Wednesday, November 17, 2010

FCIC Launching Probe into Mortgage Market, whether or not securities are invalid

Add Phil Angelides to the growing list of regulators investigating whether banks committed fraud in the $6.4 trillion mortgage-bond market, the FOX Business Network has learned.


The Financial Crisis Inquiry Commission, which Angelides chairs, has begun investigating whether mortgages packaged into bonds and now held by investors including government agencies like Fannie Mae and Freddie Mac were done so improperly, thus calling into question the legality of trillions of dollars of debt, according to people with direct knowledge of the matter.

The inner workings of the mortgage-backed securities market have come under intense scrutiny in recent months following revelations that big banks may have committed fraud by hiring so-called robo-signers to approve foreclosure applications on tens of thousands of mortgages. At issue: Whether the robo-signers properly approved foreclosures and whether people forced from their homes received due process.

The latest twist in the robo-signer controversy involves whether improper foreclosures and banks failing to follow proper legal procedures will call into question the mortgage bonds themselves. Many of the foreclosed mortgages aren’t held by banks, but have been placed in bonds held by investors. The money thus is returned to an investor holding the bond.

But if the foreclosure has been done by a robo-signer, or if the banks creating the bond did so improperly, as a recent congressional study suggested, then the bonds themselves could be declared illegal. That could pose big problems for the banks that created the mortgages and sold the bonds, like Bank of America (BAC: 11.96 ,-0.14 ,-1.16%) and JPMorgan (JPM: 39.70 ,-0.35 ,-0.87%) because it would allow investors to “put”, or force the banks to buy back, the underlying mortgages.

A spokesman for Angelides had no comment on the matter, but according to one person who had been interviewed by a commission investigator, the thrust of the inquiry involves “whether mortgages were properly securitized.”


From the entries below, report how many lines contain the string "criminal". Only the number is wanted.

**INFORMATION SUPPLIED:**
• • • • •

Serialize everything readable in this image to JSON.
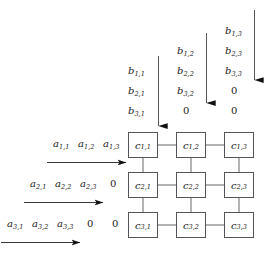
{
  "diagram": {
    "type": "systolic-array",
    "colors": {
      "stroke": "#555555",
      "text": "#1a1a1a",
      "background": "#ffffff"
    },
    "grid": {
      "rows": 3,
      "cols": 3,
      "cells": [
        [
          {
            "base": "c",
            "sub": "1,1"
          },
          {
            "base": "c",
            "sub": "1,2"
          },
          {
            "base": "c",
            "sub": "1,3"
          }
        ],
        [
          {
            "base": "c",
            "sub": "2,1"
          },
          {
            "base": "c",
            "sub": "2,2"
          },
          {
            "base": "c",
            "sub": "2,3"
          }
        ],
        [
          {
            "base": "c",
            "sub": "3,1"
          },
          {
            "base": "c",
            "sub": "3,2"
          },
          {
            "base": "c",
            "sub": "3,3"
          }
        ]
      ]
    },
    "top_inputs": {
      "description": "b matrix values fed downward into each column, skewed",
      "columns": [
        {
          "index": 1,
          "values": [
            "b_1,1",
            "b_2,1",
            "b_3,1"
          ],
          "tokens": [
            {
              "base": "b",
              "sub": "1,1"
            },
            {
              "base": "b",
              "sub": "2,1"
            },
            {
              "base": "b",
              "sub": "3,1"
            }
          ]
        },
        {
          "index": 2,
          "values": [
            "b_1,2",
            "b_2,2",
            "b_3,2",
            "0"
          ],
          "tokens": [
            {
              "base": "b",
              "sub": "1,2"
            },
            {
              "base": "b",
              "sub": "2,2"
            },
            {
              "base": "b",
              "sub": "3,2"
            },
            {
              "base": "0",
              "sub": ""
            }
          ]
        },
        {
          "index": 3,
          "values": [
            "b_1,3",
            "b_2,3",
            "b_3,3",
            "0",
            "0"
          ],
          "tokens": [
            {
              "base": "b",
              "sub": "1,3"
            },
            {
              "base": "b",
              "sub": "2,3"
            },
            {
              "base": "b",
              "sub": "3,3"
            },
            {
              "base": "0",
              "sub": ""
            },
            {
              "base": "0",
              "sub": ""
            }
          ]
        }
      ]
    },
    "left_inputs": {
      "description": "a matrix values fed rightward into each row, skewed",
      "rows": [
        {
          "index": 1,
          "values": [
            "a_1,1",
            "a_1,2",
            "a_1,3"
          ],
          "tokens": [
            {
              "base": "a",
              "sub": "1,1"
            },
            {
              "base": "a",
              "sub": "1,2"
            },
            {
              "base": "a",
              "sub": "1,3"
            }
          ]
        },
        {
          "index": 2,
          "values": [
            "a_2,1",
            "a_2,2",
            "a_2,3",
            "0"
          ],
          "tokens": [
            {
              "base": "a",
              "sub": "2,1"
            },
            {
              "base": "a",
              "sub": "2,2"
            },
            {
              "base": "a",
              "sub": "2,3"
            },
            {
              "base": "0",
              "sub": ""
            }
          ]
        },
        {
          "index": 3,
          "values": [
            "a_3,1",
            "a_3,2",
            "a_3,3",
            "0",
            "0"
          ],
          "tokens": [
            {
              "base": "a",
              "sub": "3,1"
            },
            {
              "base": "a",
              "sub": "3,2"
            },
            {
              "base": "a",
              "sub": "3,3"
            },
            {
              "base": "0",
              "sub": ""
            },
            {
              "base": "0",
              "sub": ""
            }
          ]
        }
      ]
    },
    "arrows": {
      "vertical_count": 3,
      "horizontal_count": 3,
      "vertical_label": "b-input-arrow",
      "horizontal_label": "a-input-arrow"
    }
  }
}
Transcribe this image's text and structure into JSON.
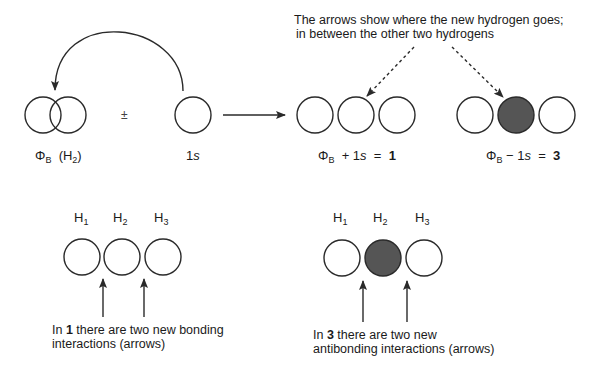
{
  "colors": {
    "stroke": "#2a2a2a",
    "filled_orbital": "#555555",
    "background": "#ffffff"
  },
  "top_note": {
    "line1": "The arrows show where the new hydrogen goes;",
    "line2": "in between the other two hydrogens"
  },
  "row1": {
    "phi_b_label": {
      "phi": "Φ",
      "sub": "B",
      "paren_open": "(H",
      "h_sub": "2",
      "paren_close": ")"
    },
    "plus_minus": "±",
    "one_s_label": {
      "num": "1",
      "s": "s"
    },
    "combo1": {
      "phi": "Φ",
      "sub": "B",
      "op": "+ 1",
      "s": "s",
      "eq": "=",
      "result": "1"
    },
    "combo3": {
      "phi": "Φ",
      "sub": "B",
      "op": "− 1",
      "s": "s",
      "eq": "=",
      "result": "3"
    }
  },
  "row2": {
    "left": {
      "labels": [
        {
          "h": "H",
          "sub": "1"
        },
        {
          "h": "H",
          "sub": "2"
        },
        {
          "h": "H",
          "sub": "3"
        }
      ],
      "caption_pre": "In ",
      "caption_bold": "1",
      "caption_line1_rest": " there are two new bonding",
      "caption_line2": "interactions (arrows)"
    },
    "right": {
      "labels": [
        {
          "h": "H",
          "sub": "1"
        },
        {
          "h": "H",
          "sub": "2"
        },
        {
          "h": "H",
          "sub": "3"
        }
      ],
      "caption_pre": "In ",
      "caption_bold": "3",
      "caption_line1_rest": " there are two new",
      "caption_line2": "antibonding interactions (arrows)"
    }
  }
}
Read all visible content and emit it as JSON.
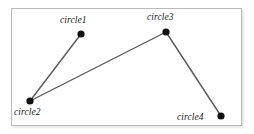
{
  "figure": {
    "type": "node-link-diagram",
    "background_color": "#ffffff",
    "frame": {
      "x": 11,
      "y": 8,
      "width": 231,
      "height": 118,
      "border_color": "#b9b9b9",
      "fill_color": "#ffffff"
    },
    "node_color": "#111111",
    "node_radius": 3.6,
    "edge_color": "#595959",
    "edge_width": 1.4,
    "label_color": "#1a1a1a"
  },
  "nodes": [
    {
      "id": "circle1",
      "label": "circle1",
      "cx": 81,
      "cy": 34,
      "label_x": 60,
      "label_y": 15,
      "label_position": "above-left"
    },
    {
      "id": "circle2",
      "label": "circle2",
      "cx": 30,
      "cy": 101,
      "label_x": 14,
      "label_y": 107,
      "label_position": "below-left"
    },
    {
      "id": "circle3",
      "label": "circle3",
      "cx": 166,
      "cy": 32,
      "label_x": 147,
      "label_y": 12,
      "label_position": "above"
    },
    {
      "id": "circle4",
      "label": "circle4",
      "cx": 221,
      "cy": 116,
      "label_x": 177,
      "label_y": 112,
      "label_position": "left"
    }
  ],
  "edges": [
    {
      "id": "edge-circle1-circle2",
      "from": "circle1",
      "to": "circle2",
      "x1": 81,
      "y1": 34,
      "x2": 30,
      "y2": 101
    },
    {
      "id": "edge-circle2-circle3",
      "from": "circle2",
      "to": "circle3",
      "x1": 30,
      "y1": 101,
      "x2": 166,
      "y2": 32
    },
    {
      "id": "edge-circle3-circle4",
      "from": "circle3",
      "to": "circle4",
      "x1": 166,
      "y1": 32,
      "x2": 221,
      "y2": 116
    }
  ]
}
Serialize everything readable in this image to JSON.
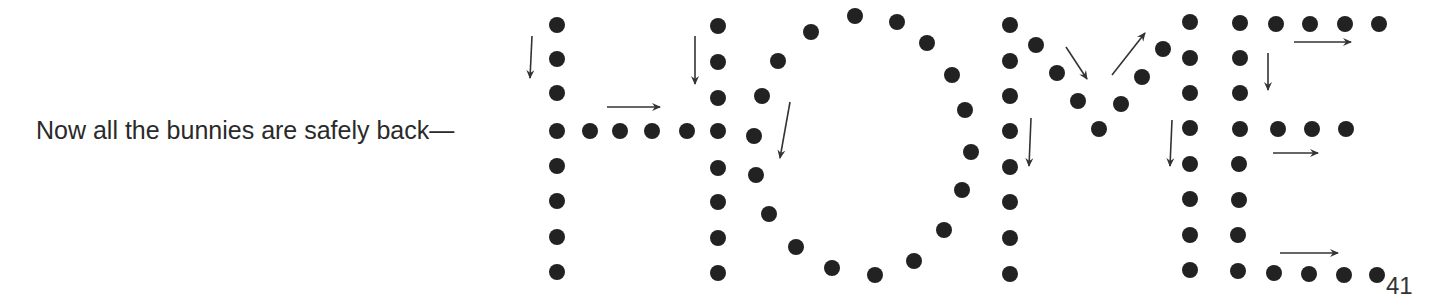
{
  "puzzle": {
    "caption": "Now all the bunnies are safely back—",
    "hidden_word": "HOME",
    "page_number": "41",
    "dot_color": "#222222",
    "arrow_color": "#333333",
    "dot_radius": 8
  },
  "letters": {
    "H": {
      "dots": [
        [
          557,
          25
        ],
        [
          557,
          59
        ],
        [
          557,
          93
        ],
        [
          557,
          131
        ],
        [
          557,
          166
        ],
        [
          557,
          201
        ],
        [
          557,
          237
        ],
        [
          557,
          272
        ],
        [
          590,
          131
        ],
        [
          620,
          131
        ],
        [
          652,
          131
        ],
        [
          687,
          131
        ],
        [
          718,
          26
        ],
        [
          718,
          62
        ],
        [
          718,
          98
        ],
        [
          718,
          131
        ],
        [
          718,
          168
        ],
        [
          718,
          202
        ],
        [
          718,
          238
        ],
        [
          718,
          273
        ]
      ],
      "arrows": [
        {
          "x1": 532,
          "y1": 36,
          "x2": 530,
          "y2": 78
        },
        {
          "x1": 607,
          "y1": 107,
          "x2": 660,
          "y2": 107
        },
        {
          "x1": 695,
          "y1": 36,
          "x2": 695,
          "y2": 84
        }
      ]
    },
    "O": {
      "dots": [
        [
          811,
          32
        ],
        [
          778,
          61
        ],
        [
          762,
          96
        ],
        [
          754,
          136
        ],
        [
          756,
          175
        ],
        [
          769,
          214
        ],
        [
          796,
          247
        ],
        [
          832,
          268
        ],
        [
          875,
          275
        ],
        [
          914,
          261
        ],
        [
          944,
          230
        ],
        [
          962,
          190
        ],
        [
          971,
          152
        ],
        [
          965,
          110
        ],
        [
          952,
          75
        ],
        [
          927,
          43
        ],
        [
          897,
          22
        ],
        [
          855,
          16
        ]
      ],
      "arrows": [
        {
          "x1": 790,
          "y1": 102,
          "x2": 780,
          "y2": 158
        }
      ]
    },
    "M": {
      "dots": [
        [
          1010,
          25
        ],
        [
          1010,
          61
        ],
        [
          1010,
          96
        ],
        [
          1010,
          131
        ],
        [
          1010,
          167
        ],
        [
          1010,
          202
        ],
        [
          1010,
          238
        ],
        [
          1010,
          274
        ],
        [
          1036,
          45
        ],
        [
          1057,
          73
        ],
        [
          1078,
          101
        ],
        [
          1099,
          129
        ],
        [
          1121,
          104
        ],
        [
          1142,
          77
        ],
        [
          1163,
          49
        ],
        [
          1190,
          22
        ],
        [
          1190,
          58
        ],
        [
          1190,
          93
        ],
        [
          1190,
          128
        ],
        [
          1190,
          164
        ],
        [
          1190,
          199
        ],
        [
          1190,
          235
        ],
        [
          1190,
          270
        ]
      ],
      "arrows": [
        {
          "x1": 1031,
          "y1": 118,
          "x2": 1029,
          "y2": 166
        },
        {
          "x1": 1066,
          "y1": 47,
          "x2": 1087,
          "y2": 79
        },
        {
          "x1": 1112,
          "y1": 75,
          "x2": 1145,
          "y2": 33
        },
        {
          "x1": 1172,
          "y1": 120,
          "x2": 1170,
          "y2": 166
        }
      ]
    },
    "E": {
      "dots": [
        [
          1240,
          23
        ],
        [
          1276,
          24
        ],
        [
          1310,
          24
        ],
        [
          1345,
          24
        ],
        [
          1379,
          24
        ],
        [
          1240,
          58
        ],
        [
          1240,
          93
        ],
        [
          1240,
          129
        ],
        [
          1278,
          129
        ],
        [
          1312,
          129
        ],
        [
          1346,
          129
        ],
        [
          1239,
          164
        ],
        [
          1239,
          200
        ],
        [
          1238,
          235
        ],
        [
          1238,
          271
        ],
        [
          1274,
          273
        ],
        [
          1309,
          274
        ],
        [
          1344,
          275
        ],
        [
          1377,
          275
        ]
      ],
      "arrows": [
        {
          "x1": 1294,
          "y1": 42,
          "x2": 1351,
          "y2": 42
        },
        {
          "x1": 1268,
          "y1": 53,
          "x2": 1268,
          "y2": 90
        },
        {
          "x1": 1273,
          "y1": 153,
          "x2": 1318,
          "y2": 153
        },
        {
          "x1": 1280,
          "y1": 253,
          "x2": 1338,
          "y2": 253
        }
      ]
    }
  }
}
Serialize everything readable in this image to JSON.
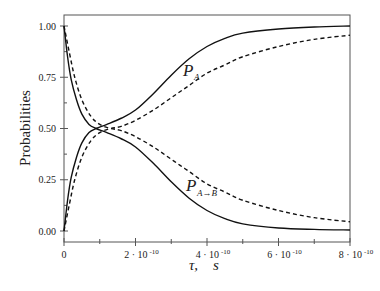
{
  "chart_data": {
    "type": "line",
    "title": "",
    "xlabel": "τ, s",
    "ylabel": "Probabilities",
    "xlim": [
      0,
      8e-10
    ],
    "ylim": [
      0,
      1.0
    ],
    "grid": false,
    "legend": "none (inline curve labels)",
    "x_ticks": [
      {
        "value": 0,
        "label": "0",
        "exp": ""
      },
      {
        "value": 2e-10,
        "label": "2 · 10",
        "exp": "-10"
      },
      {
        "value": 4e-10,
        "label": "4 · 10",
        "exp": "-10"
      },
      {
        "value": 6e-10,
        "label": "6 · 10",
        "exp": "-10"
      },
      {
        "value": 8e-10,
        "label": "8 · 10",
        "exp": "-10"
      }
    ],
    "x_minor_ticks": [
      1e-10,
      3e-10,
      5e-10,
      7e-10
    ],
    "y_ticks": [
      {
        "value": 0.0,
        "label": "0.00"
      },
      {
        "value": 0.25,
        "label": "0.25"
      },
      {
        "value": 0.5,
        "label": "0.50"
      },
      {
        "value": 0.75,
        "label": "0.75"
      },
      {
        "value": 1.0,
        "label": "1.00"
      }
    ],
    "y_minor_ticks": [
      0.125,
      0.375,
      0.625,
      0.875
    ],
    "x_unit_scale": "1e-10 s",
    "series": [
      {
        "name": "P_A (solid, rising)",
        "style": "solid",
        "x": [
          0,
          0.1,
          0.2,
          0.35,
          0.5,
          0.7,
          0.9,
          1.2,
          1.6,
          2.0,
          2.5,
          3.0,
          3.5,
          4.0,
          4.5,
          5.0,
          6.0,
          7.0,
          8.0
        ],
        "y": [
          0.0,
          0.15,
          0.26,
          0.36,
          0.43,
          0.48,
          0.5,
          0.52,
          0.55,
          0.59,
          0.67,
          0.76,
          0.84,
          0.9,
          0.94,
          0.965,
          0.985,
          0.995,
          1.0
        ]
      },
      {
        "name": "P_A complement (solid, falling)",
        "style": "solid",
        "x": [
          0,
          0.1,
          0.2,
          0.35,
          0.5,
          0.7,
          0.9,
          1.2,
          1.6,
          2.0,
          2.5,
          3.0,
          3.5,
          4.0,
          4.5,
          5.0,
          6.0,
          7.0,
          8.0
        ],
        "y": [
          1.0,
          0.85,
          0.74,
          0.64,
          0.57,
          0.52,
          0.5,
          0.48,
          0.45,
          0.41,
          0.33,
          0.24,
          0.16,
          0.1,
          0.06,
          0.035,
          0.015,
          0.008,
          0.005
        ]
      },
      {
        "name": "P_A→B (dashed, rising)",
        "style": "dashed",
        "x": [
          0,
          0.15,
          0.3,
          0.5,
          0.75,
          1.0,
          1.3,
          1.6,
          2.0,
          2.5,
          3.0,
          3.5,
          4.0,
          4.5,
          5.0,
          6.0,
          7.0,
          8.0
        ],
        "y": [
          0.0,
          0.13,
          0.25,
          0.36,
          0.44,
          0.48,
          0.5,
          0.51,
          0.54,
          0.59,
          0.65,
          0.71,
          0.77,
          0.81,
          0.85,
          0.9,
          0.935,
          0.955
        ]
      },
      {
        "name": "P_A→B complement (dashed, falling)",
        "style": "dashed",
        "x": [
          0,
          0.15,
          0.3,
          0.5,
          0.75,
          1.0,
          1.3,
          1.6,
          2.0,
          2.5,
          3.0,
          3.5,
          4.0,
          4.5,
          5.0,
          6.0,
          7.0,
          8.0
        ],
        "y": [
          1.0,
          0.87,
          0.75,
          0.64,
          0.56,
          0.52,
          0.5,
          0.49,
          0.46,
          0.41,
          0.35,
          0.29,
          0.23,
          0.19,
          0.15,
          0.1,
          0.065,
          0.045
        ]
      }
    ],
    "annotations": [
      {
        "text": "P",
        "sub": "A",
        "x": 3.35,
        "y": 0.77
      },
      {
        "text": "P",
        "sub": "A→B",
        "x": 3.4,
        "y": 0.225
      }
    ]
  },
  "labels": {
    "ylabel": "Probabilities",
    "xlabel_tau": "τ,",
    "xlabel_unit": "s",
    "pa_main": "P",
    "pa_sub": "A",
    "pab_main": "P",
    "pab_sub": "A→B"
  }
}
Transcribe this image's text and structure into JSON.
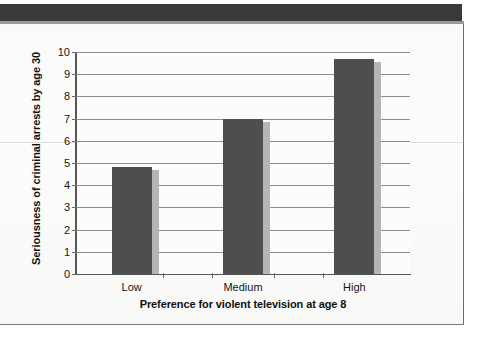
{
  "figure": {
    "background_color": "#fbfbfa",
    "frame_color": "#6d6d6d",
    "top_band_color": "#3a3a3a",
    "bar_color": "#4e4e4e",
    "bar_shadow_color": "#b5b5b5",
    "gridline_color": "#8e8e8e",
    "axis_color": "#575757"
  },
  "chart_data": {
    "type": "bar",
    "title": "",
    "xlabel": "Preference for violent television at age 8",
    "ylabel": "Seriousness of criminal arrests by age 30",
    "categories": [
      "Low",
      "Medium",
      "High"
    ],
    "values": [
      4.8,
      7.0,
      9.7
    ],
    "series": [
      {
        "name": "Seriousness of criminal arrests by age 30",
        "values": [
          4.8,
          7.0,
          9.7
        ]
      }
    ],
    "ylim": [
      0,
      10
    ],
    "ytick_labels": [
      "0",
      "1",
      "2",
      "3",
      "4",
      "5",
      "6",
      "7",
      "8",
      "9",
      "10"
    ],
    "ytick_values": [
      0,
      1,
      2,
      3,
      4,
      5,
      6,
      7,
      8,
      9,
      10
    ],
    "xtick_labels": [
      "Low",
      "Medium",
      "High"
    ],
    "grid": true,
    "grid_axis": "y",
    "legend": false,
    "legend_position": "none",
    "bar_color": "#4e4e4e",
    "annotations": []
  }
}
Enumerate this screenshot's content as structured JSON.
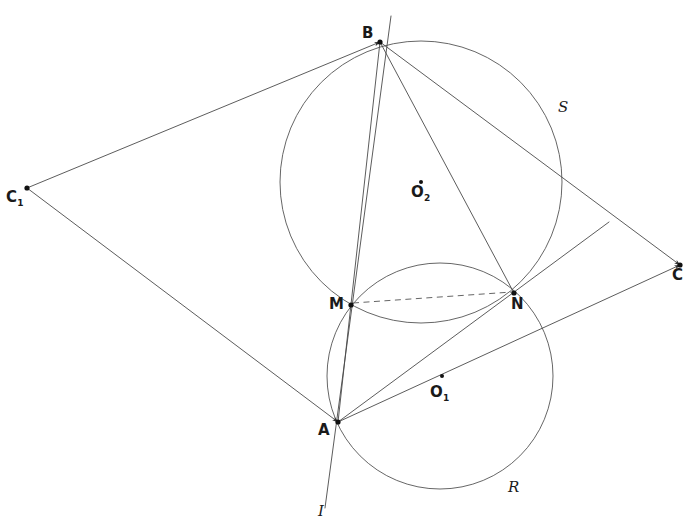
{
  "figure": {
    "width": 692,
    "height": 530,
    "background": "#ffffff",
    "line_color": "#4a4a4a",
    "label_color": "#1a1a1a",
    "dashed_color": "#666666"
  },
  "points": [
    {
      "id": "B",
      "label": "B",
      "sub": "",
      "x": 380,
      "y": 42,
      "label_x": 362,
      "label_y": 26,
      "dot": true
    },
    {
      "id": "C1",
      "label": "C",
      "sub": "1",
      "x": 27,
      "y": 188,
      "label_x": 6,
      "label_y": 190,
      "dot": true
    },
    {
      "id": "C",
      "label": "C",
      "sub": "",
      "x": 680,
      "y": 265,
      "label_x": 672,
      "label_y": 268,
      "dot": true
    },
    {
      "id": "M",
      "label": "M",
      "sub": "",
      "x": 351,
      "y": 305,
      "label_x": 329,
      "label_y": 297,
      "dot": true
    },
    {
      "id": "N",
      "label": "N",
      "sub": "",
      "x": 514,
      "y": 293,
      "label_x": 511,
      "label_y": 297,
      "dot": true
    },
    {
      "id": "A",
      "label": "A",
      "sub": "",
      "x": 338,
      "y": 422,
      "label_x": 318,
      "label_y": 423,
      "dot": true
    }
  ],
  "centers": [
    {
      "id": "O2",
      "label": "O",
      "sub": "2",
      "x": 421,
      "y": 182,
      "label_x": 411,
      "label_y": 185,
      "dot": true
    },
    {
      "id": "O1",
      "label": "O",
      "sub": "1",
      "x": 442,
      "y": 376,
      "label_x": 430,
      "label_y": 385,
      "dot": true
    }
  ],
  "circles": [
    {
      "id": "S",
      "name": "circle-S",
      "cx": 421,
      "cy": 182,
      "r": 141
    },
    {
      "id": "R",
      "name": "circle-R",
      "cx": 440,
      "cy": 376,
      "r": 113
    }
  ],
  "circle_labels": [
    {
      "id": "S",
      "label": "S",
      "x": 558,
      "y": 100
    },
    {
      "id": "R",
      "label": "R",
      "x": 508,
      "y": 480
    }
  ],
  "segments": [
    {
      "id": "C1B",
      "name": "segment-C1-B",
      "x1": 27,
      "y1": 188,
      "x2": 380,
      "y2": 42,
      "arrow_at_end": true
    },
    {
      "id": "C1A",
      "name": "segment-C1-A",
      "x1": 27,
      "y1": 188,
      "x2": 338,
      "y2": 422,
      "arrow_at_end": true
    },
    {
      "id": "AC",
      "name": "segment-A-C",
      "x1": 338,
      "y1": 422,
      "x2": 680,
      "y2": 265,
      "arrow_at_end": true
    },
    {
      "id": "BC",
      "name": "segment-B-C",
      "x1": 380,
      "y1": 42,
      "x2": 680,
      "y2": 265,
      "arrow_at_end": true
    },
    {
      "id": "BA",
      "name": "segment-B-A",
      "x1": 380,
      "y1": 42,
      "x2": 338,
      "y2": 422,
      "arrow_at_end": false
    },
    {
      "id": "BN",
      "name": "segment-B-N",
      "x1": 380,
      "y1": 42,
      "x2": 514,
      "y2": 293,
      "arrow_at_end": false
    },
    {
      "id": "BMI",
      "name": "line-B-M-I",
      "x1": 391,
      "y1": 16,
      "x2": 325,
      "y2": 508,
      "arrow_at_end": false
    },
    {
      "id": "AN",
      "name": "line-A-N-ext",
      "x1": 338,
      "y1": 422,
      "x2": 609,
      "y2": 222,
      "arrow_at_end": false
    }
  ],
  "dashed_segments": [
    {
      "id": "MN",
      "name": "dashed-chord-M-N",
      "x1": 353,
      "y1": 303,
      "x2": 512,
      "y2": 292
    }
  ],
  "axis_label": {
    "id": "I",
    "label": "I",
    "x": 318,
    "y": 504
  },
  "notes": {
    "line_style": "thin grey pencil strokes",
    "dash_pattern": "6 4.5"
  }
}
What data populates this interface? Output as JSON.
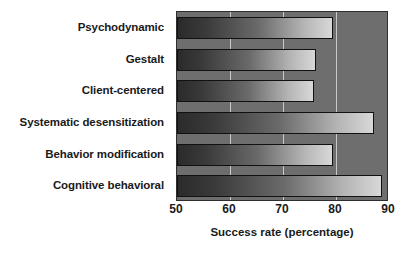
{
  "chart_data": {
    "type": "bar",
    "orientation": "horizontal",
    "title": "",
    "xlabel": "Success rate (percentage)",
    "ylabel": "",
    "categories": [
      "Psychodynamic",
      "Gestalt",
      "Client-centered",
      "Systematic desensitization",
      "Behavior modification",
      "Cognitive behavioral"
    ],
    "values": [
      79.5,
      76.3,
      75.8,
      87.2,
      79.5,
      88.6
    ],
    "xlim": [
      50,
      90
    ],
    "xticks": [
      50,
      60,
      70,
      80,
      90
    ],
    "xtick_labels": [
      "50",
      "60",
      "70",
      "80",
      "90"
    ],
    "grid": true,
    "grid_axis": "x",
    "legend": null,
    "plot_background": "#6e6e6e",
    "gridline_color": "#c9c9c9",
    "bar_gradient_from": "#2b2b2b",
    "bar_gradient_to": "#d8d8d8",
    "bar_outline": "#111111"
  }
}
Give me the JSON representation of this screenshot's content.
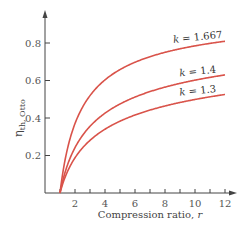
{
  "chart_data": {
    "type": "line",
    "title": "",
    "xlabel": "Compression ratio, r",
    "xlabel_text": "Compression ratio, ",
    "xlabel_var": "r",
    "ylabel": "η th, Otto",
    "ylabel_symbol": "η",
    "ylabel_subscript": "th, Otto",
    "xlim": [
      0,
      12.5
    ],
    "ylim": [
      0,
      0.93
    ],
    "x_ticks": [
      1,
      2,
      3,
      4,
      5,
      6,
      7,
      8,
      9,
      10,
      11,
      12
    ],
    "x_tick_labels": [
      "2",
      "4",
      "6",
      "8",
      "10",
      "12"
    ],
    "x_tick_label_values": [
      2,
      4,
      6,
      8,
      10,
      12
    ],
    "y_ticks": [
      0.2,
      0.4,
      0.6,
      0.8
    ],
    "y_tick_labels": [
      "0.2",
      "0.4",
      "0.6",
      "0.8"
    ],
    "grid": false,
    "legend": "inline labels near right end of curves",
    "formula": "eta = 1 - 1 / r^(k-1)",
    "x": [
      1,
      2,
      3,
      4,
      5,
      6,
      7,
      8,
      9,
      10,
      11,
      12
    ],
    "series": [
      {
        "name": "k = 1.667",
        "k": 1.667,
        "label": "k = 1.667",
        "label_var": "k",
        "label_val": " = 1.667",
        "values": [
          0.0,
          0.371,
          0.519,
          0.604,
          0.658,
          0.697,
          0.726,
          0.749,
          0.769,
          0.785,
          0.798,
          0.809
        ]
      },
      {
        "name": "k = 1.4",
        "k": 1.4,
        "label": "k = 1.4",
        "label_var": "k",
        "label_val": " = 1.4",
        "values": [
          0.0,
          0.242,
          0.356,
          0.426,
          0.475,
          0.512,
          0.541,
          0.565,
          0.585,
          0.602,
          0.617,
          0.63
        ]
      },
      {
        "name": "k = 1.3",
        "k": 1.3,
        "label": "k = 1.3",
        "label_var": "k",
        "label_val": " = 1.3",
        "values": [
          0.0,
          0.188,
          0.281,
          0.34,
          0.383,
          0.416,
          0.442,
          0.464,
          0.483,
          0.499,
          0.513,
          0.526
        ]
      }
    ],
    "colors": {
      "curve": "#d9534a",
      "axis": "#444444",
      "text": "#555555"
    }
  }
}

• • • • •

**WRITTEN ANSWER:** 2